He was just past fifty then.
The Cossacks
For Jews, the Cossacks are always coming.
Therefore I think the sun spot on my arm is melanoma. Therefore I celebrate
New Year's Eve by counting my annual dead.

My mother, when she was dying, spoke to her visitors of books and travel, displaying serenity as a form of manners, though
I could tell the difference.

But when I watched you planning for a life you knew you'd never have, I couldn't explain your genuine smile in the face of disaster. Was it denial

laced with acceptance? Or was it generations of being English--
Brontë's Lucy in Villette living as if no fire raged beneath her dun-colored dress.
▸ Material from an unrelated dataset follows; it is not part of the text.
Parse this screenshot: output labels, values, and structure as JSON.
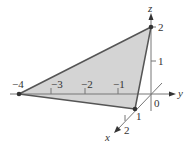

I want to live the way you did, preparing for next year's famine with wine and music as if it were a ten-course banquet.
But listen: those are hoofbeats on the frosty autumn air.
The Happiest Day
It was early May, I think a moment of lilac or dogwood when so many promises are made it hardly matters if a few are broken.
My mother and father still hovered in the background, part of the scenery like the houses I had grown up in, and if they would be torn down later that was something I knew but didn't believe. Our children were asleep or playing, the youngest as new as the new smell of the lilacs, and how could I have guessed their roots were shallow and would be easily transplanted.
I didn't even guess that I was happy.
The small irritations that are like salt on melon were what I dwelt on, though in truth they simply made the fruit taste sweeter.
So we sat on the porch in the cool morning, sipping hot coffee. Behind the news of the day-- strikes and small wars, a fire somewhere--
I could see the top of your dark head and thought not of public conflagrations but of how it would feel on my bare shoulder.
If someone could stop the camera then... if someone could only stop the camera and ask me: are you happy? perhaps I would have noticed how the morning shone in the reflected color of lilac. Yes, I might have said and offered a steaming cup of coffee.
The New Dog
Into the gravity of my life, the serious ceremonies of polish and paper and pen, has come

this manic animal whose innocent disruptions make nonsense of my old simplicities--

as if I needed him to prove again that after all the careful planning, anything can happen.
To A Daughter Leaving Home
When I taught you at eight to ride a bicycle, loping along beside you as you wobbled away on two round wheels, my own mouth rounding in surprise when you pulled ahead down the curved path of the park,
I kept waiting for the thud of your crash as I sprinted to catch up, while you grew smaller, more breakable with distance, pumping, pumping for your life, screaming with laughter, the hair flapping behind you like a handkerchief waving goodbye. Vermilion
Pierre Bonnard would enter the museum with a tube of paint in his pocket and a sable brush.
Then violating the sanctity of one of his own frames he'd add a stroke of vermilion to the skin of a flower.
Just so I stopped you at the door this morning and licking my index finger, removed an invisible crumb from your vermilion mouth. As if at the ritual moment of departure
I had to show you still belonged to me.
As if revision were the purest form of love.
What We Want
What we want is never simple.
We move among the things we thought we wanted: a face, a room, an open book and these things bear our names-- now they want us.
But what we want appears in dreams, wearing disguises.
We fall past, holding out our arms and in the morning our arms ache.
We don't remember the dream, but the dream remembers us.
It is there all day as an animal is there under the table, as the stars are there even in full sun.
Wind Chill
The door of winter is frozen shut,

and like the bodies of long extinct animals, cars

lie abandoned wherever the cold road has taken them.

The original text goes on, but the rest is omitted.